September 7, 1862. This is Sunday, the third since my arrest, the second of my arbitrary and illegal imprisonment. I slept late….A Yankee Abolition preacher named Spears and his wife were sent here today to preach their abominable trash to the prisoners. Mrs. Spears appeared before the audience with a forefinger to her nose, and eyed the crowd as no woman could but an Abolition she-male. She did not talk long as the crowd did not appear disposed to listen to her farrago.

September 8, 1862. Several [Confederate] prisoners have been brought here today from the neighborhood of Fredericksburg. Among them were some negroes. One of them a large intelligent spoken fellow was very anxious to see his master, who, having been paroled was not brought to the prison.
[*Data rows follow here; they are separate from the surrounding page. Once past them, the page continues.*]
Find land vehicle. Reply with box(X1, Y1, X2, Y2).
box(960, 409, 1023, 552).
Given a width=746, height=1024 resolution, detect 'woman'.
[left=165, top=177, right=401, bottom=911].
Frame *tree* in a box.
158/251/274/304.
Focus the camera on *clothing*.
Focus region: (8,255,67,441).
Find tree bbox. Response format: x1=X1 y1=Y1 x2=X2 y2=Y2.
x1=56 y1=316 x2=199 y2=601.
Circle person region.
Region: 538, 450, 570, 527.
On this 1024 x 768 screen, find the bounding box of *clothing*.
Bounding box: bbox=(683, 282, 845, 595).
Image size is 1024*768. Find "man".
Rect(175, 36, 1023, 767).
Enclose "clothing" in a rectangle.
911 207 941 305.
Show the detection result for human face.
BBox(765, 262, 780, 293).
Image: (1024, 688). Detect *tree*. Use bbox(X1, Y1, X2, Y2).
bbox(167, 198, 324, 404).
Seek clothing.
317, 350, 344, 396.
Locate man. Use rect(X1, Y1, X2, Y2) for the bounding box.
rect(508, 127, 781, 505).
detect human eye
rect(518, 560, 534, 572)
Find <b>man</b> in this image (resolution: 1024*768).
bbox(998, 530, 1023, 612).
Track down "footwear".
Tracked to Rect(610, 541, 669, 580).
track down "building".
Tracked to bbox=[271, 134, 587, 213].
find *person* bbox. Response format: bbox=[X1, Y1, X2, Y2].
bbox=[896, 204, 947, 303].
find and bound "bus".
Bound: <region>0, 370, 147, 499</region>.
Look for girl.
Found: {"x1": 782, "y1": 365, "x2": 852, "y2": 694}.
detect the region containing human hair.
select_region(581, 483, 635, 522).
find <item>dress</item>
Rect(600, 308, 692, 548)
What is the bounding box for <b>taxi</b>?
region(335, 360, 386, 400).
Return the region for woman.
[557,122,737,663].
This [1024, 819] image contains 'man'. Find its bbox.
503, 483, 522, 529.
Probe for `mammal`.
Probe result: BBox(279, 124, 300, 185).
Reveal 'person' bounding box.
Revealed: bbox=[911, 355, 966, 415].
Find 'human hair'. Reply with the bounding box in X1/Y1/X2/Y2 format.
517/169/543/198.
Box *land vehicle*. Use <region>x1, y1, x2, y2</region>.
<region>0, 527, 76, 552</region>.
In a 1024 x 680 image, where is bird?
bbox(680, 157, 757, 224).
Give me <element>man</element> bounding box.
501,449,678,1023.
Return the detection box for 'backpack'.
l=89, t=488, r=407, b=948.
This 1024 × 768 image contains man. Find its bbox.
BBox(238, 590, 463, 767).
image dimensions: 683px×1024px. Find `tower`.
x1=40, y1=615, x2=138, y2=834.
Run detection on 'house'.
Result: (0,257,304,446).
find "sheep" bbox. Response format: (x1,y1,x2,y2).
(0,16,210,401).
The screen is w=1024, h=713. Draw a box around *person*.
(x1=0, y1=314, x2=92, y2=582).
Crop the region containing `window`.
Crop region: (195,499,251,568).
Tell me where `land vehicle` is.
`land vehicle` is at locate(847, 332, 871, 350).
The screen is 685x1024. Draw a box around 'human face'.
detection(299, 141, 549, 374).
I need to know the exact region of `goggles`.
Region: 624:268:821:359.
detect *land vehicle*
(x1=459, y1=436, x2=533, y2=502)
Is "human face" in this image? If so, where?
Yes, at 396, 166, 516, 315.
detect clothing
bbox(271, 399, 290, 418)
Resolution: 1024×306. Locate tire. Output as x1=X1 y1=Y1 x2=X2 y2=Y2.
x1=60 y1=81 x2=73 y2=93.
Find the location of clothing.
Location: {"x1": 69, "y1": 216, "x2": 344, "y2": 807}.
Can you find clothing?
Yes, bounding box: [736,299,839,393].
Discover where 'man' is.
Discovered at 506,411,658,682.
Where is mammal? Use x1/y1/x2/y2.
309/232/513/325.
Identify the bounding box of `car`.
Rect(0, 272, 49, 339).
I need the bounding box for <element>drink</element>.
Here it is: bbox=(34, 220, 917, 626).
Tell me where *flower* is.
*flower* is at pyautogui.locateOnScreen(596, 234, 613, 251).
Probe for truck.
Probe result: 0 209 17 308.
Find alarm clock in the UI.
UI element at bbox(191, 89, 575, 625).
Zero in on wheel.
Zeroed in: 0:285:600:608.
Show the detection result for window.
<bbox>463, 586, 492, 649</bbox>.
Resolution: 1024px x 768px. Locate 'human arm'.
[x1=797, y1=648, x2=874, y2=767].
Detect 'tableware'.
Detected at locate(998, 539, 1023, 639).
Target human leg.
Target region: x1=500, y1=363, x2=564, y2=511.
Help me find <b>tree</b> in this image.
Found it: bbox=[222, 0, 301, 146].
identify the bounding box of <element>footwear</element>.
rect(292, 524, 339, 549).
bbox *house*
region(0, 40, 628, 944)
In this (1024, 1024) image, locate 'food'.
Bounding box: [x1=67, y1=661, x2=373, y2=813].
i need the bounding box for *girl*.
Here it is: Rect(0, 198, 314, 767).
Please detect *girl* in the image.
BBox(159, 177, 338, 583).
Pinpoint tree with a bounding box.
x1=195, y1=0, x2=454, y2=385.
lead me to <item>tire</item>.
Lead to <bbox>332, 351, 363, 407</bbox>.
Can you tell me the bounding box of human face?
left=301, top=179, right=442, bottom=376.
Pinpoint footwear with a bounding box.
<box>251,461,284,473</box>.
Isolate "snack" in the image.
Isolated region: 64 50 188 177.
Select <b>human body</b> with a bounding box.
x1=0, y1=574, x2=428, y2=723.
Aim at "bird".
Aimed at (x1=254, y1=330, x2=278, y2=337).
I asked this slave whether he would go back to his master. “Yes, sir,” said he, “I don’t want to stay here; my master has always treated me well and I don’t want to leave him.” I may say from conversations I have had with nearly every one of the male contrabands around the premises that every one of them desires and designs, if he should have an opportunity, to go back to his master.

Mid October, 1862. My health was failing rapidly, so visibly so that two physicians that were in the room with me became alarmed at my situation. They voluntarily made an examination of me and the following is the result:

“We find that the bad health of Mr. Mahony is the result of continued confinement; and further we believe the disease which he is now suffering from (namely, incipient paralysis) is aggravated by his imprisonment, and a protraction of it will continue to effect him injuriously and thereby endanger his life.”

This had no effect on the tyrants that held me in subjection. Indeed, there is good reason that they would have been glad had death taken us out of their hands instead of being obliged to let us go at large again.

On November 10, 1862, Mahony was released from the Old Capitol Prison after signing a loyalty oath that included a clause forbidding him to sue any of the federal or state officials responsible for his imprisonment. Thousands of Democratic supporters in Dubuque welcomed their hero’s return, and cheering crowds pulled his carriage through the lighted streets to Washington Square, where he addressed the throng. Mahony resumed editorship of the Herald on January 1, 1863, and continued his attacks on Lincoln.

In late January he journeyed to New York to oversee the April printing of Prisoner of State, a book he had written describing his experiences. In May Mahony published Four Acts of Despotism, a discussion of the Tax Bill, the Finance Bill, the Conscription Bill and the Indemnity Act, which he characterized as “imperishable proofs of the despotism and tyranny of the Administration of Abraham Lincoln.”

Mahony was elected sheriff of Dubuque County in the fall of 1863 and again in 1865, campaigning on the issue of his exoneration. Upon completing his term, and following the sale of the Herald in 1866, he moved to St. Louis, where he established the Times, a Democratic daily. Shortly afterward he sold the Times and returned to Dubuque. In 1871 he again repurchased the Herald (now called the Telegraph), which he edited for eight years until his death on November 6, 1879, at the age of 58.